Review: Macabre
Local GP William Prince comes home to find his young
daughter has been kidnapped. His secretary Jacqueline Scott (in her film debut)
receives a disturbing phone call claiming that the child has been buried alive
with only a few hours left. The race to locate her burial site begins...well,
after a lot of standing around and talking. Jim Backus plays the local sheriff
who has a grudge against Prince from way back, concerning the deaths of both
men’s wives (who were sisters to one another).
Schlock producer-director William Castle (“House
on Haunted Hill”, “I Saw What You Did”)
has an off day with this slow and unhelpfully complicated 1958 thriller. The
cast looks good on paper but no one has a very good showing here. William
Prince (a good actor elsewhere) is implausibly calm and too flat, whilst a
fence-swinging Jacqeline Scott is at the other extreme from moment one.
Scripted by Robb White (Castle’s “House on Haunted Hill”) from
an Anthony Boucher novel, the premise
is a workable one but why in the
hell does this film spend so much time on characters talking when there’s a
poor child in danger? It has a fatal lack of urgency, and the occasional
showing of a ticking clock hardly compensates. I’m afraid Mr. Castle, for all
that he is good at – promotion for instance – is not adept at making
race-against-the-clock thrillers. 72 minutes feels like 100 with this film.

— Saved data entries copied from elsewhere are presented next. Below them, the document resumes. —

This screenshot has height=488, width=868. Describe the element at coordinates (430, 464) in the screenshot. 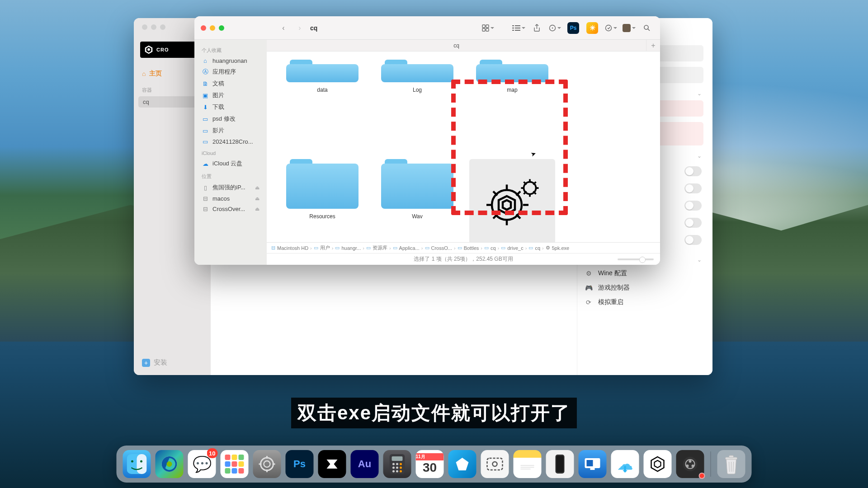

I see `dock-calendar: 11月30` at that location.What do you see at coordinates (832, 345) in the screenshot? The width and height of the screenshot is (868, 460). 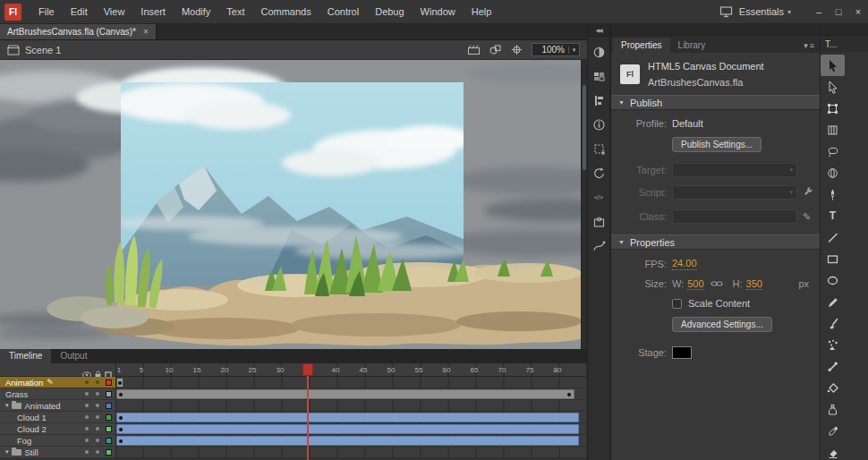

The B&W cinematography by Carl
E. Guthrie (“Caged”, “House on Haunted Hill”) is
nice and certain story elements are quite shocking for
1958, otherwise this is even worse than Castle’s boring remake of “The Old
Dark House” and seems like a filmmaker who hadn’t quite gotten himself
together yet. By the way, the gimmick this time was an insurance policy against
‘Death by Fright’, I doubt there would’ve been any fatal cases with this bore
(though the gimmick did help at the box-office, to be fair).